Posted on:2010-06-23Degree:Ph.DType:Dissertation
University:Washington State UniversityCandidate:Frear, CraigFull Text:PDF
GTID:1441390002489403Subject:Engineering
Abstract/Summary:
The aims of the dissertation were to quantify the impact co-digestion of dairy manure with food processing substrates has on AD performance and to develop new technologies aimed at economically digesting flush dairy manure. Co-digestion data was obtained at commercial-scale, providing new knowledge in regard to data quantity, scale, comparison to manure-only baseline, and application to economics and nutrient balance.
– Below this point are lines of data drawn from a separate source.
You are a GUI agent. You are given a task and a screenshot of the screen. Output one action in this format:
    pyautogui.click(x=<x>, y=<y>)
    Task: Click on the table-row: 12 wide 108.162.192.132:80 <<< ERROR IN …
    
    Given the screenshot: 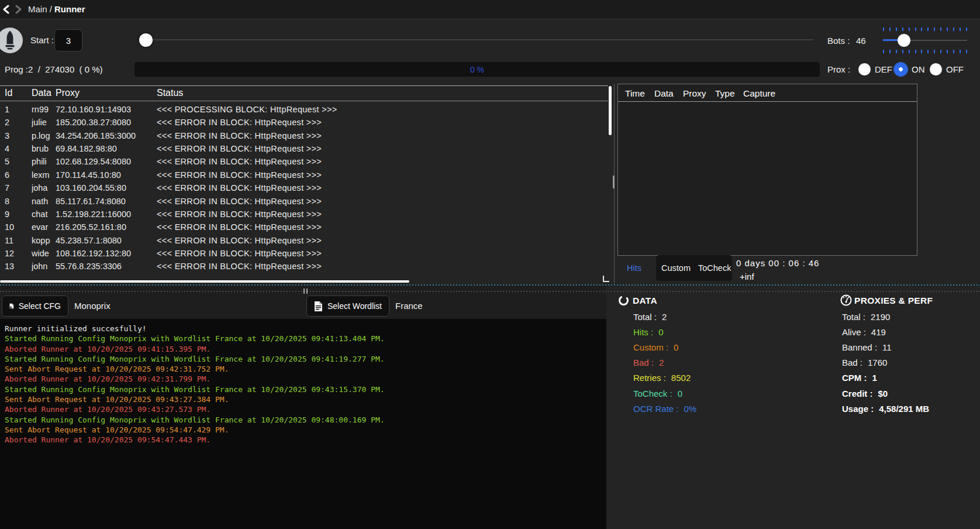 What is the action you would take?
    pyautogui.click(x=304, y=253)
Studies on flush manure digestion were conducted first at the laboratory-scale and then later at pilot-scale with the testing of a novel process: mechanical solids/liquid separation, yielding a liquid fraction for AD in a high-rate psychrophilic (27°C) hybrid reactor and a solids fraction for pathogen treatment in a hot-water (50°C) leaching-bed reactor.;Co-digestion (16.36% volumetric flow) produced reduction percentages of 40.61%, 55.28%, 67.72%, 99.87%, and 2 log10 for TS, VS, COD, and VFA, and fecal coliform, respectively. Compared to a manure-only baseline, the co-digestion scenario resulted in a 110% increase in biogas production, a tripling of gross receipts (67% directly due to substrate supplementation), an increase in methane productivities from 0.23 CH4/kg VSload to 0.37 CH 4/kg VSload, and 56.7%, 23.4% and 12.6% more TKN, TAN and TP loaded to the farm.;Microscopic and kinetic studies showed that >70% of microorganisms in flushed dairy manure were attached to the surface of manure fibrous solids due in theory to selection pressure driven bacterial immobilization originating in the cattle rumen. Further AD pilot-testing demonstrated no need for packing material in the reactor, instead using the fibrous solids present in the inflow for attachment, yielding high concentrations of methanosarcina capable of greater reactor stability when exposed to stresses.;The 8-hr hot-water fiber treatment reduced fecal coliforms by 99%, achieving a final concentration below100 cfu/g. AD of the liquid stream yielded a methane productivity of 0.12 m3 CH4/kg CODin at an HRT of 3-4 days and an OLR of 3-4 kg COD/m3 day. Reductions were 31.9, 40.9, 47.7, 60.2, and 93.4% for TS, VS, COD, SCOD, and VFA, respectively. Retained biomass was a loose sludge material not fixed to the media but instead to fibrous particles. Methanosarcina was the most widely present methanogen.